The bulging pile of paper sheets sitting on various shelves in my small studio room are testament to the hard learned (many years ago I might add) lesson that for every stack of ideas one might have, only a very few ever really make it out into the world in a finished form that we the creators are fully happy with. In the commercial design environment where I used to spend much of my time this is certainly the case and the reason why the search for a new industrial design for a mobile phone, for example, starts with hundreds of design sketches. Only after a protracted process of editing, refinement, lots of trips round an iterative loop and endless testing is the final design isolated.
What’s the point of the above? Well, I suppose it’s a comment on ones ability to accept that no matter what you might think there is still a very strong reason why iterative exercises and endless failures must remain a fundamental part of any personal creative undertaking. Personally, I like it when things don’t go quite right. It makes me refocus on what I’m doing and forces me to analyse why it didn’t work in an effort to learn something new and move forward.
This is what’s happening with this colour sketch above. I knew I had to put some kind of background in. I thought I’d try and keep it simple. I had a funny feeling it wasn’t working before I’d finished but, I carried on, and I think mainly to see if it would turn out as bad as I’d suspected. I think it did. I will probably find ten things wrong with it if I think long and hard about it. But I don’t feel the need to do that as the thing that hits me first is that it kills the drawing. It’s taken any and all of the “pop” away from the core image and drowned it in a sea of mid-toned dullness. ‘Pop’ is the word I use to describe in very simple terms an images ability to jump out of the page at you. The colour drawing in the previous post has it and many of the black and white drawings have it too. For me it’s about contrasts. Tonal contrasts across a drawing and between foreground and background. And intensities, particularly when using colour, again between foreground and background.
In theory I should know better, I’ve been making images for long enough to balance these things instinctively but, it doesn’t always work like that, so moments like this are always useful because they force me to step back from the work and consider carefully what I’m actually doing.
I’m not sure yet what I’m going to do with it. I could use it as the basis for a good fiddle in Photoshop just to play with tonal values quickly or I may take the opportunity to recolour another print and find that missing pop.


Exercise instructions: Answer with a bare number: the count of lines in the records below that have the word "origin".

================================

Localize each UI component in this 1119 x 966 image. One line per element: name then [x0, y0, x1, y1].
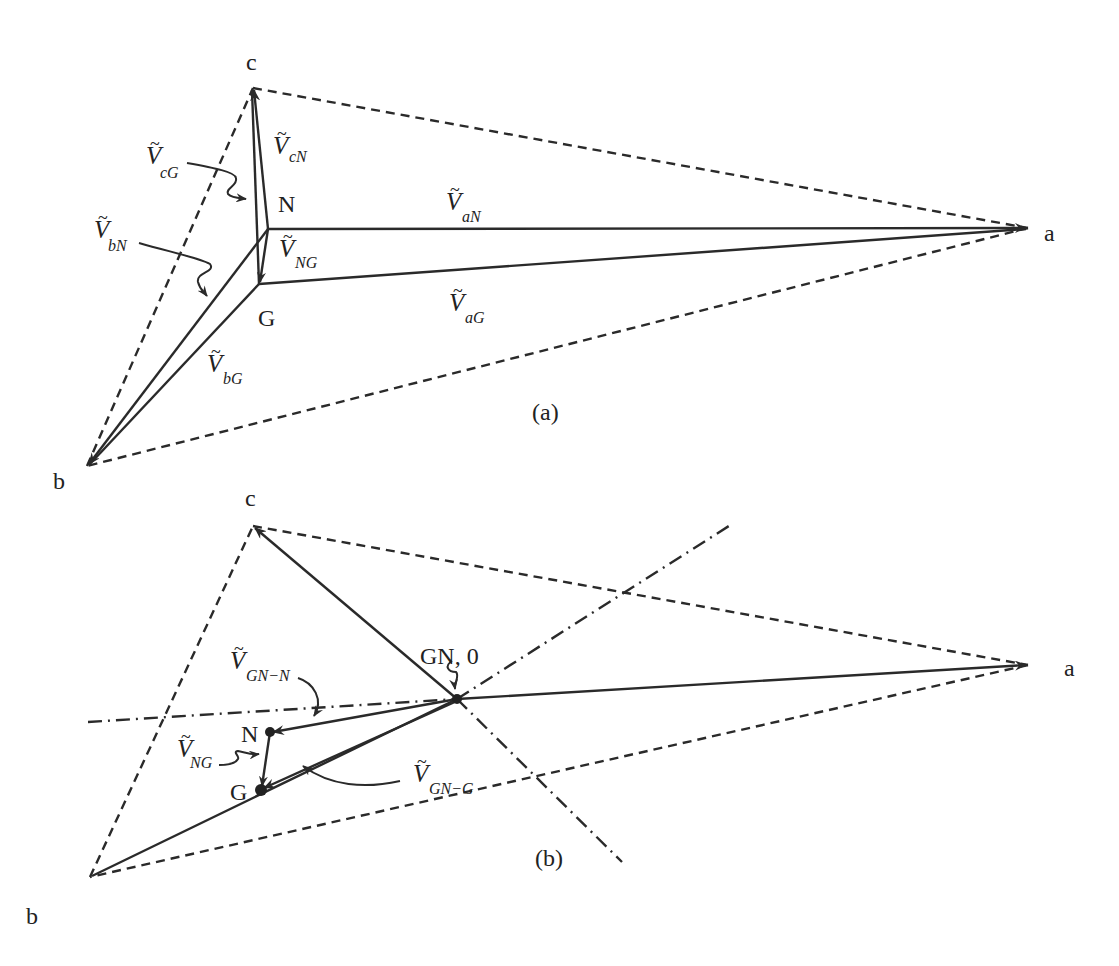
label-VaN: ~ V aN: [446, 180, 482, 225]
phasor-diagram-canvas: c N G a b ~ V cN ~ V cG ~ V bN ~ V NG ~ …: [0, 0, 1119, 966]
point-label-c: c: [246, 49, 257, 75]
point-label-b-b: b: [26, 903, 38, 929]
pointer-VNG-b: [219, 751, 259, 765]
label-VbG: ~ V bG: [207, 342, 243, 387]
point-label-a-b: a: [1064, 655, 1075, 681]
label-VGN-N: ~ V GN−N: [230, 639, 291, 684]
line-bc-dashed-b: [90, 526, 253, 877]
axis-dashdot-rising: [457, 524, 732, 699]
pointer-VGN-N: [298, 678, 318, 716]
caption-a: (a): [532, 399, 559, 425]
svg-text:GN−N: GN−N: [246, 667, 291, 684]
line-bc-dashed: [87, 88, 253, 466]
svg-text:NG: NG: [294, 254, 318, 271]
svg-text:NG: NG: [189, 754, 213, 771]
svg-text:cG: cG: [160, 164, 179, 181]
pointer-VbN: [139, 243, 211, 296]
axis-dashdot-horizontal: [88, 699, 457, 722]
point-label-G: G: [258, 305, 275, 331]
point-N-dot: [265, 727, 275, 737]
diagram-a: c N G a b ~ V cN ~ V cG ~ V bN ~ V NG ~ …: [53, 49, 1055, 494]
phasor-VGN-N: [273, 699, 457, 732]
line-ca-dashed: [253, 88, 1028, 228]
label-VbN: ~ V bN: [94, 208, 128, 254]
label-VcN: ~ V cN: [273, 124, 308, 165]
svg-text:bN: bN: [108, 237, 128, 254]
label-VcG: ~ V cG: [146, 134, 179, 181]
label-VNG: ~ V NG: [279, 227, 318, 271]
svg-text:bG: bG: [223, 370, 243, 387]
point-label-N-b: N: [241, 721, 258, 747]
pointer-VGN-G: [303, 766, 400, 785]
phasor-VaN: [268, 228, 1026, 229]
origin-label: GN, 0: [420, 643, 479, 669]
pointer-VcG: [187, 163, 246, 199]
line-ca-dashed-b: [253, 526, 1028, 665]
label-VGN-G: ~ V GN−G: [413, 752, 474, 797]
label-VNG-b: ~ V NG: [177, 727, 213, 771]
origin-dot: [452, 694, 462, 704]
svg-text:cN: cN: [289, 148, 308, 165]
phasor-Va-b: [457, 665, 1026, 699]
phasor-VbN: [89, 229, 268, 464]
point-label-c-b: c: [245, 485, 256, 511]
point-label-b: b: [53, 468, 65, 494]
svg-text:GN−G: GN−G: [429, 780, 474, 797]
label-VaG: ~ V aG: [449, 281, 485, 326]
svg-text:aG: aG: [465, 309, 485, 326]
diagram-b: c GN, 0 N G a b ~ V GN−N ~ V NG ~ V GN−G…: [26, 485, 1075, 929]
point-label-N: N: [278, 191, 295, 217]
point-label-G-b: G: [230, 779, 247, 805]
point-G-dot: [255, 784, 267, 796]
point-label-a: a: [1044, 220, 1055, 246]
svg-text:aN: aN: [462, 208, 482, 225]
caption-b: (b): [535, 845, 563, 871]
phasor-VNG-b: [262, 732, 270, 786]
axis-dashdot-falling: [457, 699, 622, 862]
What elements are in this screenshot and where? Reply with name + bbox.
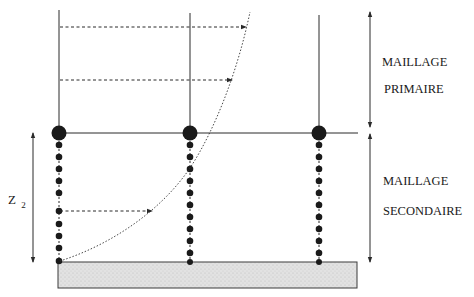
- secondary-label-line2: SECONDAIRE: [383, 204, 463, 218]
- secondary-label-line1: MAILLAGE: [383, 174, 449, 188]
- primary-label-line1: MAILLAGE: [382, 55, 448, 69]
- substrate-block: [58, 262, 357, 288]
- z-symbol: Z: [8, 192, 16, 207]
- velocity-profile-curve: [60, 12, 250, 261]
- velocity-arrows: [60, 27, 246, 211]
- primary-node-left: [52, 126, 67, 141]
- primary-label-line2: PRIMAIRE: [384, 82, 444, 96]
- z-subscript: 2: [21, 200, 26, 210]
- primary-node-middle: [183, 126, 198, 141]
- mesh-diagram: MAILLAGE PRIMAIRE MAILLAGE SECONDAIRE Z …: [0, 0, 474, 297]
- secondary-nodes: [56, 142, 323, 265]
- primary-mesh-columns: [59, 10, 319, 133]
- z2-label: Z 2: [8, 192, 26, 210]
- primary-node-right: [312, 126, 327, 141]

================================

Result of the task: 2